_EXERCISE GOAL_.
Starting at the line that contains "reading: 0.0 bar", write out every line through the end of the records exactly as it stands, and leave out all pictures.
-- STUDY MATERIAL follows --
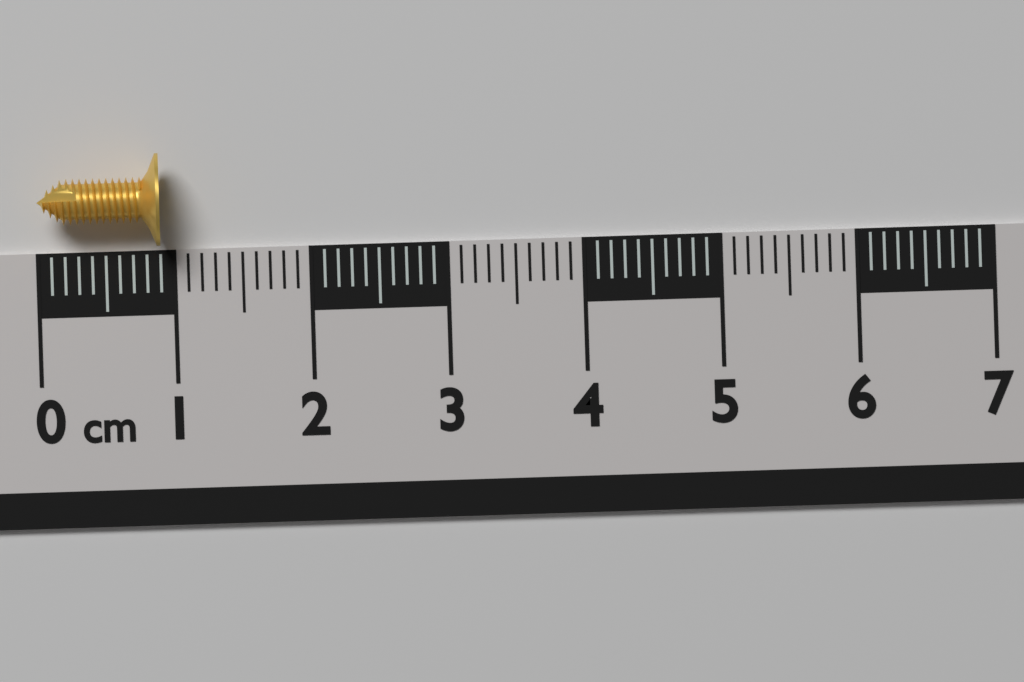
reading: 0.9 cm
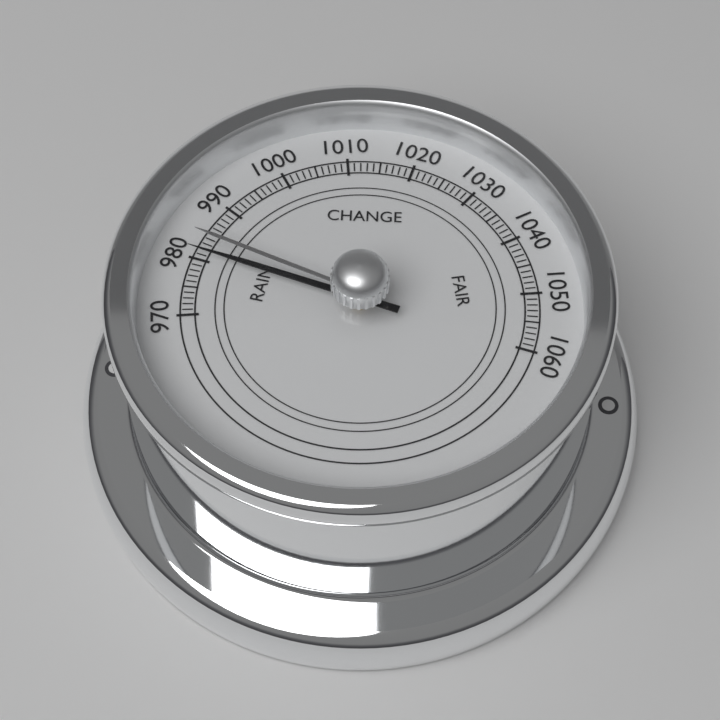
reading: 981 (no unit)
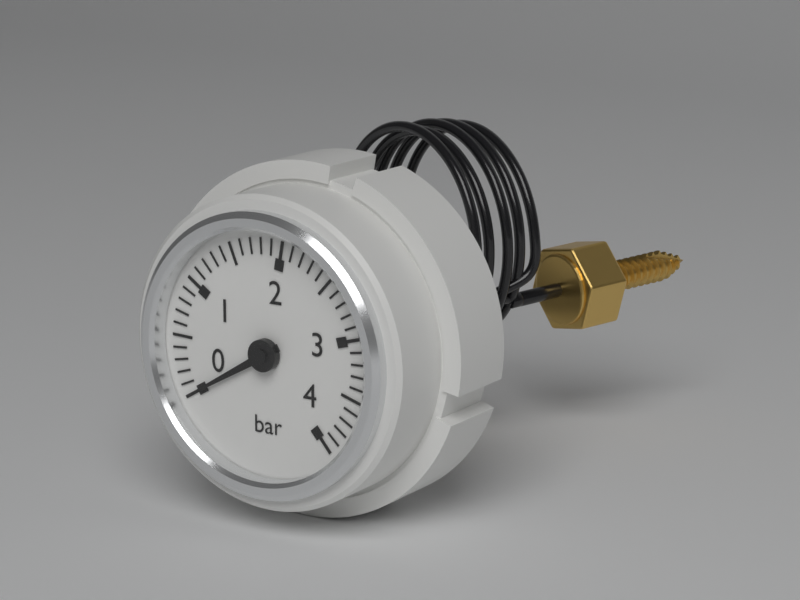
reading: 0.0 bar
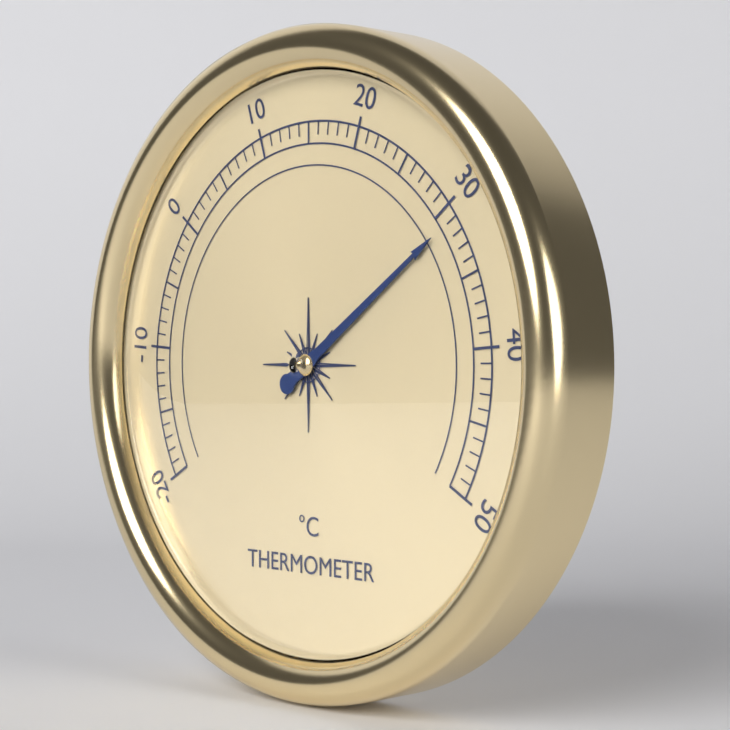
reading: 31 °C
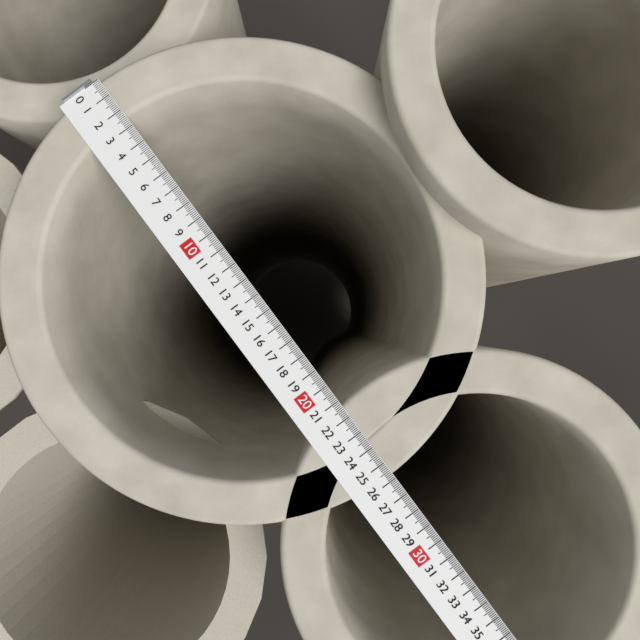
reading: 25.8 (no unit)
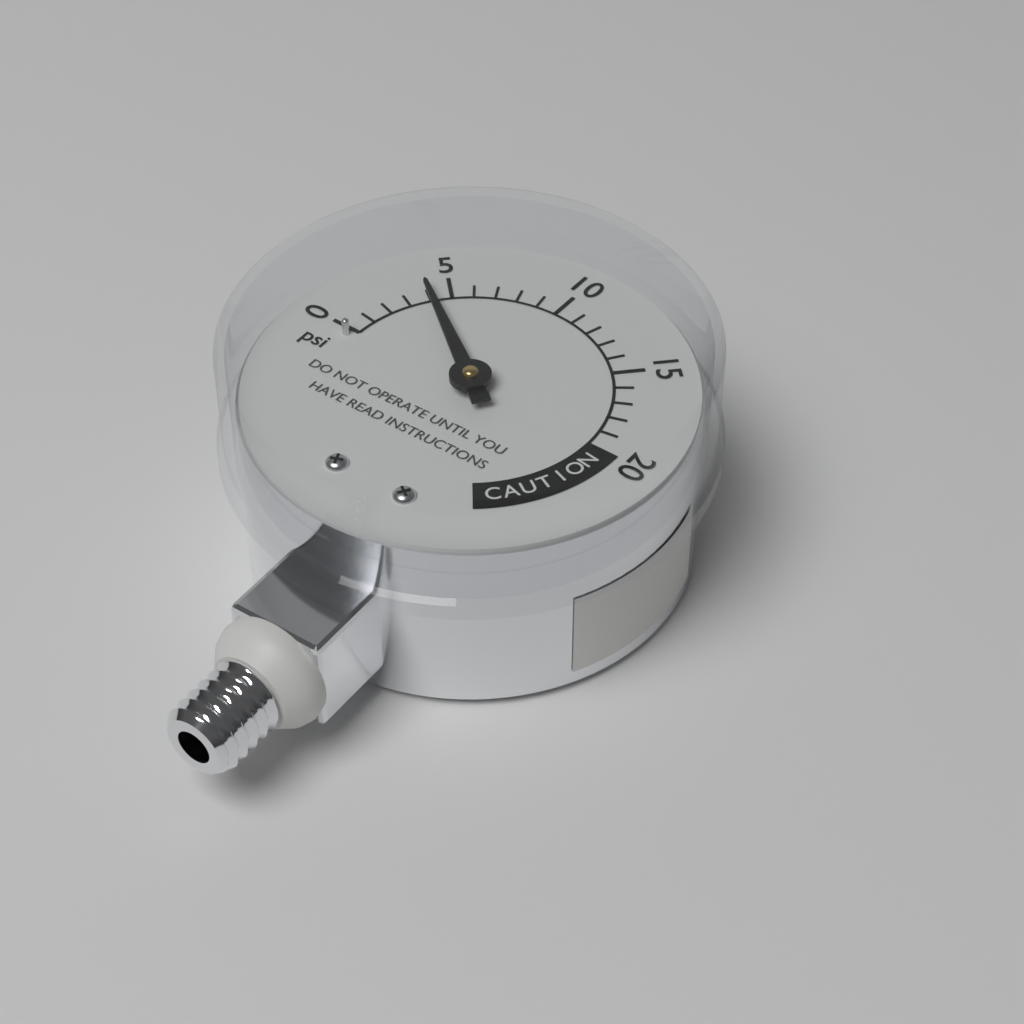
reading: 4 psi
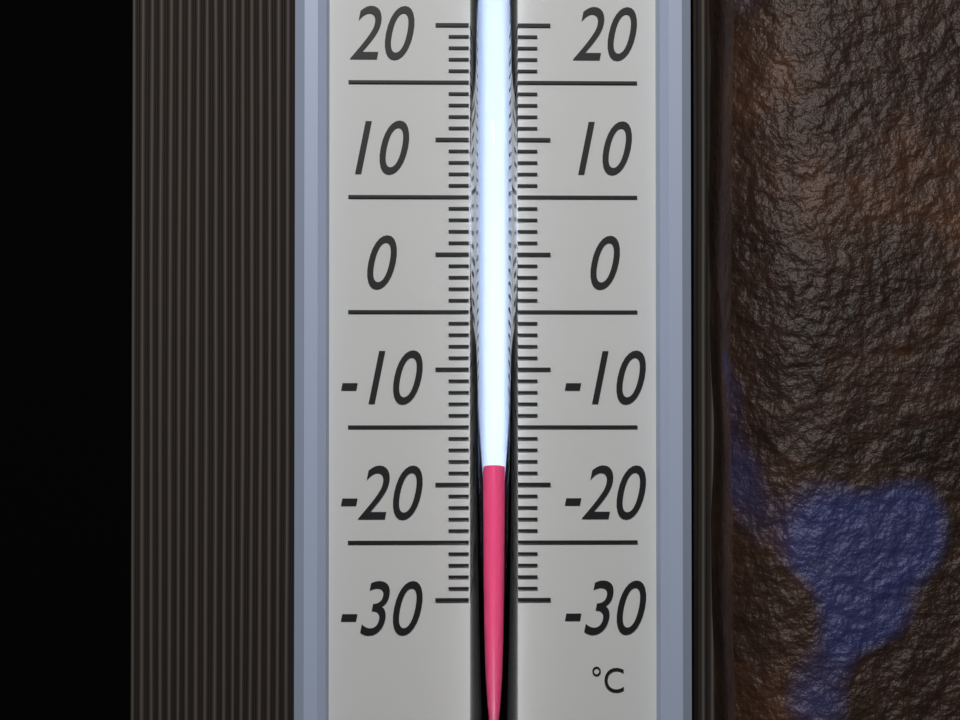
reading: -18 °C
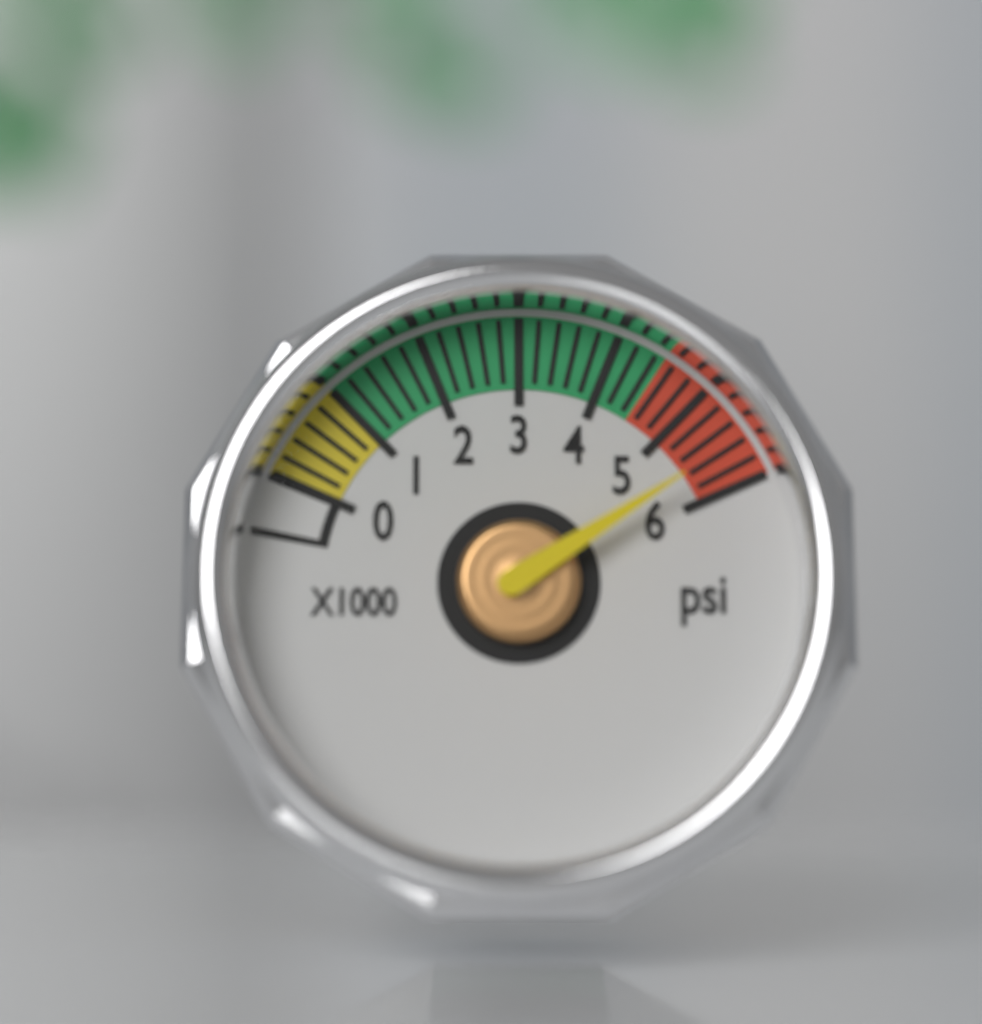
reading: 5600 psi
-- STUDY MATERIAL concluded --
_REPLY TO THE EXERCISE_.
reading: 0.0 bar
reading: 31 °C
reading: 25.8 (no unit)
reading: 4 psi
reading: -18 °C
reading: 5600 psi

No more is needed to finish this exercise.